Holland v. McIlwaine

223 F. 777 | 4th Cir. | 1915

WOODS, Circuit Judge.

This petition to superintend and revise, filed by Holland Manufacturing Company, a creditor of the bankrupt Norfolk Wire Cloth & Wire Fence Manufacturing Company, is directed against the allowance of fees of $2,000 to Richard Mcllwaine, Jr., attorney for petitioning creditors, and $1,250 to Thomas H. Will-cox, attorney for the bankrupt. The objections made to the other charges were abandoned.

Three creditors having filed their petition against the corporation on 13th of May, 1913, it admitted its insolvency and its willingness to be *778adjudged a bankrupt, and the adjudication was made May 30, 1913, In the meantime on May 20, 1913, a receiver had been appointed to take charge of the property. At the first meeting of the creditors on July 30-, 1913, Richard Mcllwaine, Jr., Thomas H. Willcox, and Harry K. Wolcott were elected trustees of the estate. The trustees were allowed as such their commissions of $866 according to law. The allowance to Mr. Willcox and Mr. Mcllwaine as attorneys were for services rendered in the main after their appointment as trustees. Section 72 of the Bankruptcy Act provides:

“That neither the referee, receiver, marshall, nor trustee shall in any form or guise receive, nor shall the court allow him, any other or further compensation for his services than that expressly authorized and prescribed in this act.”

The argument that the services performed as attorneys did not fall within the duties of trustees, and therefore the allowance was permissible under the statute, because not made to them in their capacity as trustees, seems to be unsound. The statute is very stringent, and was intended to cut up the abuses which had crept into the practice of allowing charges made by officers and trustees under the guise of services performed beyond those imposed on them by law. Rooking at the history and terms of the law, it is manifest that to allow these charges would be to so stretch it as to defeat its purpose by opening the door of the court’s discretion which the statute was intended to close. We do not doubt that the professional services rendered in this case were of value to the estate, and it is a hardship that no compensation is to be received; but the statute denies the court the power to bestow it. When one'accepts the position of; trustee of a bankrupt estate, he renounces the right to compensation in any other form or guise. All services rendered must be referred to- his position as trustee.

The petition is granted, with directions to the District Court to disallow the attorney’s fees of $2,000 to Richard M. Mcllwaine, Jr., and $1,250 to Thomas H. Willcox, with leave to them to move the District Court for an allowance for services properly chargeable against the estate rendered prior to their appointment as trustees.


**What the exercise asks**
Produce a verbatim copy of the following records, leaving out all pictures.

**Dataset entries**

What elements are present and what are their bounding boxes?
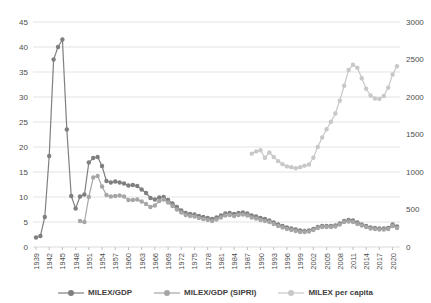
series-marker — [276, 159, 280, 163]
series-marker — [307, 162, 311, 166]
x-tick-label: 1966 — [151, 253, 160, 270]
x-tick-label: 1984 — [230, 253, 239, 270]
series-marker — [329, 225, 333, 229]
series-marker — [395, 226, 399, 230]
series-marker — [104, 179, 108, 183]
series-marker — [386, 227, 390, 231]
x-tick-label: 1981 — [217, 253, 226, 270]
x-tick-label: 1990 — [257, 253, 266, 270]
series-marker — [122, 181, 126, 185]
y-right-tick-label: 500 — [406, 205, 420, 214]
series-marker — [298, 165, 302, 169]
series-marker — [289, 165, 293, 169]
series-marker — [148, 205, 152, 209]
legend-label-milex-gdp-sipri: MILEX/GDP (SIPRI) — [184, 288, 256, 297]
series-marker — [342, 84, 346, 88]
series-marker — [272, 155, 276, 159]
series-marker — [148, 196, 152, 200]
series-marker — [34, 235, 38, 239]
series-marker — [201, 217, 205, 221]
series-marker — [276, 224, 280, 228]
series-marker — [346, 68, 350, 72]
milex-chart: 0510152025303540450500100015002000250030… — [0, 0, 431, 303]
y-left-tick-label: 45 — [19, 18, 28, 27]
series-marker — [166, 200, 170, 204]
x-tick-label: 1939 — [32, 253, 41, 270]
series-marker — [192, 214, 196, 218]
series-marker — [223, 213, 227, 217]
x-tick-label: 2020 — [389, 253, 398, 270]
series-marker — [175, 207, 179, 211]
series-marker — [104, 193, 108, 197]
series-marker — [153, 197, 157, 201]
series-marker — [109, 194, 113, 198]
series-marker — [60, 37, 64, 41]
series-marker — [109, 180, 113, 184]
series-marker — [38, 234, 42, 238]
series-marker — [153, 203, 157, 207]
series-marker — [377, 227, 381, 231]
series-marker — [51, 57, 55, 61]
y-left-tick-label: 20 — [19, 143, 28, 152]
series-marker — [307, 229, 311, 233]
x-tick-label: 1954 — [98, 253, 107, 270]
series-marker — [179, 210, 183, 214]
series-marker — [254, 149, 258, 153]
x-tick-label: 1999 — [296, 253, 305, 270]
series-line-2 — [252, 65, 397, 169]
legend-item-milex-gdp: MILEX/GDP — [58, 288, 132, 297]
x-tick-label: 1987 — [243, 253, 252, 270]
series-marker — [382, 227, 386, 231]
x-tick-label: 2008 — [336, 253, 345, 270]
series-marker — [250, 151, 254, 155]
series-marker — [395, 64, 399, 68]
x-tick-label: 1996 — [283, 253, 292, 270]
x-tick-label: 2002 — [309, 253, 318, 270]
series-line-0 — [36, 40, 397, 238]
series-marker — [386, 85, 390, 89]
x-tick-label: 1969 — [164, 253, 173, 270]
y-left-tick-label: 0 — [24, 243, 29, 252]
series-marker — [117, 180, 121, 184]
series-marker — [113, 179, 117, 183]
series-marker — [117, 193, 121, 197]
series-marker — [294, 166, 298, 170]
y-left-tick-label: 30 — [19, 93, 28, 102]
y-right-tick-label: 2000 — [406, 93, 424, 102]
x-tick-label: 1975 — [190, 253, 199, 270]
series-marker — [258, 218, 262, 222]
y-left-tick-label: 5 — [24, 218, 29, 227]
series-marker — [320, 225, 324, 229]
series-marker — [250, 215, 254, 219]
x-tick-label: 1951 — [85, 253, 94, 270]
x-tick-label: 1972 — [177, 253, 186, 270]
x-axis-labels: 1939194219451948195119541957196019631966… — [32, 247, 398, 270]
series-marker — [43, 215, 47, 219]
series-marker — [360, 223, 364, 227]
series-marker — [170, 204, 174, 208]
series-marker — [346, 219, 350, 223]
series-marker — [188, 214, 192, 218]
x-tick-label: 1963 — [138, 253, 147, 270]
legend-marker-milex-gdp-icon — [58, 289, 84, 297]
series-marker — [267, 150, 271, 154]
series-marker — [210, 219, 214, 223]
series-marker — [245, 213, 249, 217]
series-marker — [87, 195, 91, 199]
series-marker — [122, 194, 126, 198]
x-tick-label: 1960 — [124, 253, 133, 270]
x-tick-label: 1993 — [270, 253, 279, 270]
x-tick-label: 2017 — [375, 253, 384, 270]
series-marker — [100, 184, 104, 188]
series-marker — [139, 187, 143, 191]
legend-marker-milex-per-capita-icon — [278, 289, 304, 297]
legend-marker-milex-gdp-sipri-icon — [154, 289, 180, 297]
series-marker — [373, 96, 377, 100]
series-marker — [302, 163, 306, 167]
series-marker — [377, 97, 381, 101]
chart-canvas: 0510152025303540450500100015002000250030… — [0, 0, 431, 278]
series-marker — [197, 216, 201, 220]
series-marker — [355, 66, 359, 70]
series-marker — [82, 192, 86, 196]
series-marker — [73, 206, 77, 210]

**Result of the task**
What elements are present and what are their bounding boxes?
series-marker — [276, 159, 280, 163]
series-marker — [307, 162, 311, 166]
x-tick-label: 1966 — [151, 253, 160, 270]
x-tick-label: 1984 — [230, 253, 239, 270]
series-marker — [329, 225, 333, 229]
series-marker — [395, 226, 399, 230]
series-marker — [104, 179, 108, 183]
series-marker — [386, 227, 390, 231]
x-tick-label: 1981 — [217, 253, 226, 270]
x-tick-label: 1990 — [257, 253, 266, 270]
series-marker — [122, 181, 126, 185]
y-right-tick-label: 500 — [406, 205, 420, 214]
series-marker — [298, 165, 302, 169]
series-marker — [289, 165, 293, 169]
series-marker — [148, 205, 152, 209]
legend-label-milex-gdp-sipri: MILEX/GDP (SIPRI) — [184, 288, 256, 297]
series-marker — [342, 84, 346, 88]
series-marker — [272, 155, 276, 159]
series-marker — [148, 196, 152, 200]
series-marker — [34, 235, 38, 239]
series-marker — [201, 217, 205, 221]
series-marker — [276, 224, 280, 228]
series-marker — [346, 68, 350, 72]
milex-chart: 0510152025303540450500100015002000250030… — [0, 0, 431, 303]
y-left-tick-label: 45 — [19, 18, 28, 27]
series-marker — [166, 200, 170, 204]
x-tick-label: 1939 — [32, 253, 41, 270]
series-marker — [192, 214, 196, 218]
series-marker — [223, 213, 227, 217]
x-tick-label: 2020 — [389, 253, 398, 270]
series-marker — [175, 207, 179, 211]
series-marker — [104, 193, 108, 197]
series-marker — [153, 197, 157, 201]
series-marker — [109, 194, 113, 198]
series-marker — [60, 37, 64, 41]
series-marker — [109, 180, 113, 184]
series-marker — [38, 234, 42, 238]
series-marker — [153, 203, 157, 207]
series-marker — [377, 227, 381, 231]
series-marker — [51, 57, 55, 61]
y-left-tick-label: 20 — [19, 143, 28, 152]
series-marker — [307, 229, 311, 233]
x-tick-label: 1954 — [98, 253, 107, 270]
series-marker — [179, 210, 183, 214]
series-marker — [254, 149, 258, 153]
x-tick-label: 1999 — [296, 253, 305, 270]
series-line-2 — [252, 65, 397, 169]
legend-item-milex-gdp: MILEX/GDP — [58, 288, 132, 297]
x-tick-label: 1987 — [243, 253, 252, 270]
series-marker — [382, 227, 386, 231]
x-tick-label: 2008 — [336, 253, 345, 270]
series-marker — [250, 151, 254, 155]
series-marker — [395, 64, 399, 68]
x-tick-label: 1996 — [283, 253, 292, 270]
x-tick-label: 2002 — [309, 253, 318, 270]
series-line-0 — [36, 40, 397, 238]
series-marker — [386, 85, 390, 89]
x-tick-label: 1969 — [164, 253, 173, 270]
y-left-tick-label: 0 — [24, 243, 29, 252]
series-marker — [117, 180, 121, 184]
series-marker — [113, 179, 117, 183]
series-marker — [117, 193, 121, 197]
series-marker — [294, 166, 298, 170]
y-left-tick-label: 30 — [19, 93, 28, 102]
y-right-tick-label: 2000 — [406, 93, 424, 102]
x-tick-label: 1975 — [190, 253, 199, 270]
series-marker — [258, 218, 262, 222]
y-left-tick-label: 5 — [24, 218, 29, 227]
series-marker — [320, 225, 324, 229]
series-marker — [250, 215, 254, 219]
x-tick-label: 1951 — [85, 253, 94, 270]
x-tick-label: 1972 — [177, 253, 186, 270]
x-axis-labels: 1939194219451948195119541957196019631966… — [32, 247, 398, 270]
series-marker — [43, 215, 47, 219]
series-marker — [360, 223, 364, 227]
series-marker — [170, 204, 174, 208]
series-marker — [346, 219, 350, 223]
series-marker — [188, 214, 192, 218]
x-tick-label: 1963 — [138, 253, 147, 270]
legend-marker-milex-gdp-icon — [58, 289, 84, 297]
series-marker — [267, 150, 271, 154]
series-marker — [210, 219, 214, 223]
series-marker — [245, 213, 249, 217]
series-marker — [87, 195, 91, 199]
series-marker — [122, 194, 126, 198]
x-tick-label: 1960 — [124, 253, 133, 270]
x-tick-label: 1993 — [270, 253, 279, 270]
x-tick-label: 2017 — [375, 253, 384, 270]
series-marker — [100, 184, 104, 188]
series-marker — [139, 187, 143, 191]
legend-marker-milex-per-capita-icon — [278, 289, 304, 297]
legend-marker-milex-gdp-sipri-icon — [154, 289, 180, 297]
series-marker — [373, 96, 377, 100]
series-marker — [302, 163, 306, 167]
series-marker — [377, 97, 381, 101]
chart-canvas: 0510152025303540450500100015002000250030… — [0, 0, 431, 278]
series-marker — [197, 216, 201, 220]
series-marker — [355, 66, 359, 70]
series-marker — [82, 192, 86, 196]
series-marker — [73, 206, 77, 210]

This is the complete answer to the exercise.